My memory is therefore, if I may so express it, vegetal. Trees as well as flowers and fruits symbolize for me beings and emotions. Plants as well as animals and stones filled my childhood with a mysterious charm. When I was four years old I remained rapt in contemplation of the broken stones of the mountain, lying in heaps along the roads. When struck they gave forth fire in the twilight. When rubbed against one another they felt the burning heat. I gathered pieces of marble from among them which seemed heavy with a water they had concealed within themselves. The mica of the granite held my curiosity in a way which nothing could satisfy. I felt that there was something that no one could tell me—the life of the stones.
At the same age I was scolded because I carried away the artificial beetles from a hat of my mother. I had the passion of collecting animals, I felt toward them so great a love that I wept if I thought them unhappy. And I still endure a deep anguish when I remember the little nightingales which some one gave me and which pined away in the dining-room. Still at the same age, in order to make me go to sleep, they had to place not far from me a bottle containing a tree-frog. I knew that here was a faithful friend who would protect me against robbers. The first time that I saw a stag-beetle, I was so overcome by the beauty of its horns that the longing to possess one became an actual torment.
The passion for plants did not develop until later, about the age of nine years, and I did not really begin to understand their life until about the age of fifteen. I remember the circumstances under which it happened. It was in summer, one Thursday, on a scorching afternoon. I was passing through the botanical garden of a great city with my mother. A white sun, dense blue shadows, and perfumes so heavy that one could almost feel them cling, made of this half desert spot a kingdom whose portal I crossed at last.

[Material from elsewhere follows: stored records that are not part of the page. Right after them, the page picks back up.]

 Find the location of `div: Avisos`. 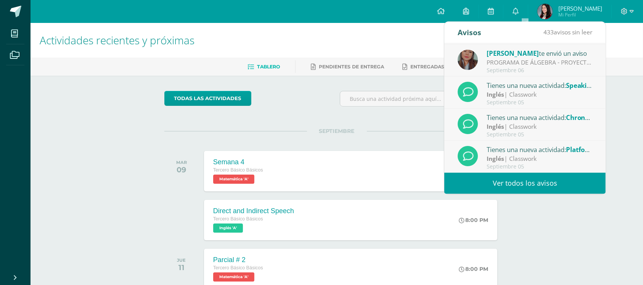

div: Avisos is located at coordinates (470, 32).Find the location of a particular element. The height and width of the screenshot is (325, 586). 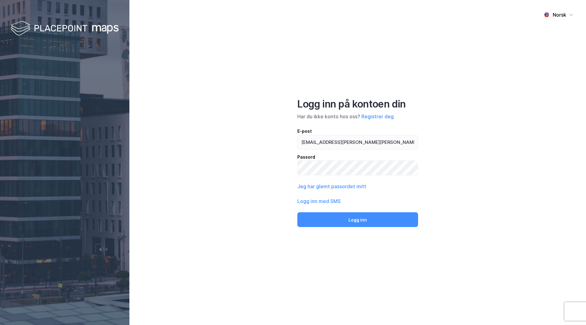

img: logo-white.f07954bde2210d2a523dddb988cd2aa7.svg is located at coordinates (65, 29).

In the tepid and reddish-brown water of the ponds plants vegetated; some were leathery and gray, and others long, soft, and transparent. But from the very heart of these poor and sad algae there rose into the very blue of the sky itself, green lance-like stalks whose rose and white umbels challenged the ardent day with their grace; water-lilies slept on their leaves as in a trustful afternoon sleep.
To the plants of the water, the plants of the earth answered. I recall an alley where students, a handkerchief about the neck, were as if buried beneath the beauty of the leaves. It was the alley of the umbelliferae. The fennel and the ferula raised their crowns upon their stems with glistening sheaths. The perfumes spoke to each other in the silence. And one felt that a silent understanding went from plant to plant, and that over this isolated realm there hovered something like resignation.